[Essay] Pictures at an Exhibition: A Guest Curated Exhibition by the Lakeland Symphony Orchestra

This Fall, the Polk Museum of Art at Florida Southern College is partnering with the Lakeland Symphony Orchestra (LSO) for a one-of-a-kind exhibition that promises to delight art and music lovers alike, transporting gallery visitors visually and aurally, engaging their eyes and their ears. Guest curated by instrumentalists of the Orchestra, Pictures at an Exhibition pairs artwork from the Museum’s permanent collection with hand-picked musical selections performed by the musicians themselves for a unique multi-sensory viewing and listening experience.

Pictures at an Exhibition takes its name and conceptual jumping-off point from Russian composer Modest Mussorgsky’s beloved 1874 ten-piece suite of the same name. The suite, created as a composition for piano, was inspired by the close friendship between Mussorgsky (1839-1881) and artist and architect Viktor Hartmann and the composer’s ownership of two paintings by Hartmann. Like many artists in various media who seek to create art that stands out from the rest, Mussorgsky and Hartmann bonded over a mutual interest not only in honing their own individual voices but also in developing distinctively Russian works of art. When Hartmann died suddenly in 1873 at only 39 years old, the Imperial Academy of Arts in St. Petersburg staged a memorial exhibition featuring more than 400 works by Hartmann, including the two paintings Mussorgsky held in his private collection.

As the story goes, Mussorgsky, still heartbroken over the loss of his dear friend, visited the exhibition, which opened in the Spring of 1874, and was so moved that over the course of the next three weeks he dropped the projects he had been focused upon and composed — from start to finish — the complete Pictures at an Exhibition. The suite of ten pieces represents in music Mussorgsky’s — and thus his listeners’ — tour of the memorial exhibition, with each piece a musical interpretation of the experience of looking at ten of Hartmann’s drawings and paintings on display in the show. Mussorgsky may have composed Pictures at an Exhibition rapidly, but the suite was not published until 1886 — by which time the composer had been deceased for five years. In the years since, Mussorgsky’s Pictures at an Exhibition has been reinterpreted, revised, and rearranged for full symphony performances, most famously by Maurice Ravel, with his 1922 version.

Our Pictures at an Exhibition carries Mussorgsky’s concept fully into the 21st century. We invited members of Polk County’s own resident Symphony Orchestra to be similarly inspired by works in the Museum’s permanent collection — and not merely to be inspired and to guest curate but also to perform and record the musical compositions they most associate with the visual compositions they selected. Each work in this exhibition thus provides an exciting visual and musical pairing, proposing that visitors augment the close-looking processes to which they have become accustomed with simultaneous auditory-interpretation by gifted musicians.

For instance, members of the woodwind and brass sections have chosen the painting Woodstock Summer by Richard Segalman, delighted by its leisurely summer vibe, and imagine its musical counterpart in Summer Music by Samuel Barber. Likewise, instrumentalists from the strings section of LSO have selected the serigraph For the Love of Darkling by Andi Woung, a work whose visual cues they believe echo the motifs of Dido’s Lament (When I am Laid in Earth) from the opera Dido and Aeneas by Henry Purcell. And it is an untitled Dalí in the exhibition that inspires the full symphony to play March to the Scaffold from Symphonie Fantastique by Hector Berlioz.

In this most experimental of exhibitions, in addition to the joys of looking at art alone, visitors to the Museum this Fall are in for an extra-sensory treat, guided by the minds — and ears — of trained and celebrated musicians. Just scan a QR code beside each work and, in the spirit of Mussorgsky’s original Pictures, you, too, can be taken on an unparalleled artistic and musical tour.

By by H. Alexander Rich, Ph.D., Executive Director and Chief Curator

Pictures at an Exhibition will be on view September 11, 2021 through January 9, 2022 in the Perkins Gallery.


Prompt> In the data below, which lines hold the word "CONFIRMAR"? Copy them.

○ ○ ○ ○ ○

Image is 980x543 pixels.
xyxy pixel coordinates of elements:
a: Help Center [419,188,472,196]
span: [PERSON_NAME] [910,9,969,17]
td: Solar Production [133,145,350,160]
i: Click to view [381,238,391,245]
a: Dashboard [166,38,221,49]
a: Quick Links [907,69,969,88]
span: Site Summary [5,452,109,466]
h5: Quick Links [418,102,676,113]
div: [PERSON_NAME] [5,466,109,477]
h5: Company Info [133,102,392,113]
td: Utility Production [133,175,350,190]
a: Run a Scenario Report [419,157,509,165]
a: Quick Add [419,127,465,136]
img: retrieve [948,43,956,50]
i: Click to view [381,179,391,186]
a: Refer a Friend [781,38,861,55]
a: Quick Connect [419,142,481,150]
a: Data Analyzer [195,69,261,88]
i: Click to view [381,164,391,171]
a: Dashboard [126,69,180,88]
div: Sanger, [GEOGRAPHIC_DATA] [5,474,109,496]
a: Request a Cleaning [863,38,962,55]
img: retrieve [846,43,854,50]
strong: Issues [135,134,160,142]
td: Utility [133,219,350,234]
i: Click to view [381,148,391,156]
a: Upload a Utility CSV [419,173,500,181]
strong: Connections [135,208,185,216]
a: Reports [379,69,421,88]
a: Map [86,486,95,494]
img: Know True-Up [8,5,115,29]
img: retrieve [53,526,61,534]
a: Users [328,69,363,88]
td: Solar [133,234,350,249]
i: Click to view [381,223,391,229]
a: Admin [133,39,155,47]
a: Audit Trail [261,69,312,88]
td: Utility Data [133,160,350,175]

○ ○ ○ ○ ○

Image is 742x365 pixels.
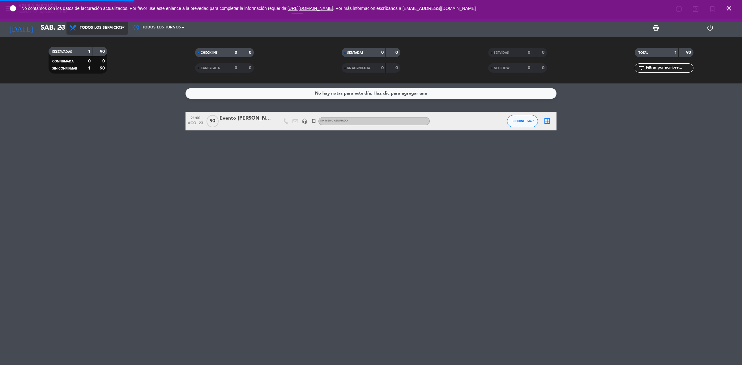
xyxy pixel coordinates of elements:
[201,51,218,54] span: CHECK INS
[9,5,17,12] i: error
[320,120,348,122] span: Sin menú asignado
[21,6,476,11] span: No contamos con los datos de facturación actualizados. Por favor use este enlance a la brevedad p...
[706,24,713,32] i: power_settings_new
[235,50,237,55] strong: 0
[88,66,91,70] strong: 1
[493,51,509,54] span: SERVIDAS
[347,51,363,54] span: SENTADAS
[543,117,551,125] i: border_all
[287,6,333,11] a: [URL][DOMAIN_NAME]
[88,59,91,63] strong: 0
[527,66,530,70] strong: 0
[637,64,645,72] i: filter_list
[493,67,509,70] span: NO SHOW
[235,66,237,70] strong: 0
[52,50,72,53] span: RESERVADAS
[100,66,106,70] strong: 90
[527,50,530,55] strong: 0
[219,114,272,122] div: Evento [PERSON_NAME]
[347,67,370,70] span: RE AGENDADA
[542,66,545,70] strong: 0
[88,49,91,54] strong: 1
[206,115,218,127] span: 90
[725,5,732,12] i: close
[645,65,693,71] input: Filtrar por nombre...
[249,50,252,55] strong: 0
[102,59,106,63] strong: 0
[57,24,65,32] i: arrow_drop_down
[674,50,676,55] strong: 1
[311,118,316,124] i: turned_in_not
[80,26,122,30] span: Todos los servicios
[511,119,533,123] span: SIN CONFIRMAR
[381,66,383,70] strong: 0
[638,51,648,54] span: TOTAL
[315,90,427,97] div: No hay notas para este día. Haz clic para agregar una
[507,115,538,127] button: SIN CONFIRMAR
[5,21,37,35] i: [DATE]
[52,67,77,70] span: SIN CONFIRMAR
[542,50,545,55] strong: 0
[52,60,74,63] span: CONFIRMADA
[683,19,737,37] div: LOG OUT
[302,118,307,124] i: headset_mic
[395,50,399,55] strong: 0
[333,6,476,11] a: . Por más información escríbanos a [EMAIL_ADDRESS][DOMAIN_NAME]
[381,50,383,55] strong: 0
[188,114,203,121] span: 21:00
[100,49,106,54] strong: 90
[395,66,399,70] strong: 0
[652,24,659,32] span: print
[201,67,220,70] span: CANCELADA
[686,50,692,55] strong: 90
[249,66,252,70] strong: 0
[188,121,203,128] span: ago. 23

○ ○ ○ ○ ○

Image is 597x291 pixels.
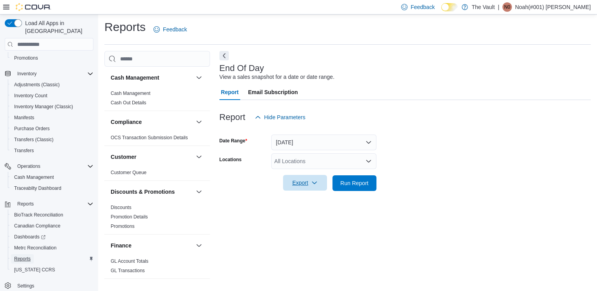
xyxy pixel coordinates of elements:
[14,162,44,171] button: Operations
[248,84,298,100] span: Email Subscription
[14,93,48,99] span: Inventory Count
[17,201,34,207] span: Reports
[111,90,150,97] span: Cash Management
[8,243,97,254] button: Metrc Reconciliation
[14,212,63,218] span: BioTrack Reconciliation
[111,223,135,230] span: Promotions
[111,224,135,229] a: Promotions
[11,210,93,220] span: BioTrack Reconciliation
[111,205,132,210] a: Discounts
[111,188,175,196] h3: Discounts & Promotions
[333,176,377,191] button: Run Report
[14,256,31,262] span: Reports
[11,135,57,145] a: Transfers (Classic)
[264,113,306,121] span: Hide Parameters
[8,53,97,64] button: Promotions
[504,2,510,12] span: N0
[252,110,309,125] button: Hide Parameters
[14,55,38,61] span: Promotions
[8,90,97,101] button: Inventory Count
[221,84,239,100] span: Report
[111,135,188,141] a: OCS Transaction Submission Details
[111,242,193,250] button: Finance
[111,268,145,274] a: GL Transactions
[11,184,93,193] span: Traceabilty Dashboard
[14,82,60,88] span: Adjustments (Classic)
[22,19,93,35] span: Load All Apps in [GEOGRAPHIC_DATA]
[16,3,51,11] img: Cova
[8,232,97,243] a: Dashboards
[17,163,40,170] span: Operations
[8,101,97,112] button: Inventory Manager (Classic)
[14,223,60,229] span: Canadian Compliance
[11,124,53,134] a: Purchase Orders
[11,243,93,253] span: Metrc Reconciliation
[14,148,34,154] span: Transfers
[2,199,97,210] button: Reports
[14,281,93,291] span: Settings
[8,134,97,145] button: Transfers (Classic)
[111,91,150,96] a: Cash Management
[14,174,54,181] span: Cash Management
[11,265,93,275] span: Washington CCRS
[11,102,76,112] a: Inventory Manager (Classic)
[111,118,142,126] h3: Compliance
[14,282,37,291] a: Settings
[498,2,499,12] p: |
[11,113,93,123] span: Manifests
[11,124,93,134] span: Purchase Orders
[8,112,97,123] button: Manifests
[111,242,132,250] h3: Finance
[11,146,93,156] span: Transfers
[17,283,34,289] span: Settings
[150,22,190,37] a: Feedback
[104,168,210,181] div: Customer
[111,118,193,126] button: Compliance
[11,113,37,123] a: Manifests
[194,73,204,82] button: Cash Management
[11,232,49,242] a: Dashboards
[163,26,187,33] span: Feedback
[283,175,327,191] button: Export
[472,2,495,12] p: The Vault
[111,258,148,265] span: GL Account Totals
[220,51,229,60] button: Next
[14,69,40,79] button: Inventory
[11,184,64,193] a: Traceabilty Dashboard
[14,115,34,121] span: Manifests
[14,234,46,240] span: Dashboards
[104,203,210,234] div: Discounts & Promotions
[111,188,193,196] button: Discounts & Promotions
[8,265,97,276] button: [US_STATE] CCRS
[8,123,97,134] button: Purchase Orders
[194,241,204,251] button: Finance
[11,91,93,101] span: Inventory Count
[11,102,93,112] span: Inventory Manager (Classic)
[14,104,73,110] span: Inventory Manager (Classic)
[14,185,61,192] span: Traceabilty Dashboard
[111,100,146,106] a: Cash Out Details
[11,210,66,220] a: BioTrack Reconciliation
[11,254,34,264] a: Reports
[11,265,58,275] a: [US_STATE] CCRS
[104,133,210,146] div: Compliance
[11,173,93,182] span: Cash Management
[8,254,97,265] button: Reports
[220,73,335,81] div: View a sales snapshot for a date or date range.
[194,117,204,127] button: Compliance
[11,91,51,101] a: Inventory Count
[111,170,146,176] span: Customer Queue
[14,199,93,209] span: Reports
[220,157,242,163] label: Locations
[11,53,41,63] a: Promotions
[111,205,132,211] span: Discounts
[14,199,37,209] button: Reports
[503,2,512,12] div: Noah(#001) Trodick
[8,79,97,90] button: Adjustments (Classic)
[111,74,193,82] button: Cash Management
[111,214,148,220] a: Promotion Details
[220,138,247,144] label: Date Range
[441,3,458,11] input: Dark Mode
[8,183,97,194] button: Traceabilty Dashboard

○ ○ ○ ○ ○

Exercise result>
[511,119,533,123] span: SIN CONFIRMAR
[507,115,538,127] button: SIN CONFIRMAR
[52,67,77,70] span: SIN CONFIRMAR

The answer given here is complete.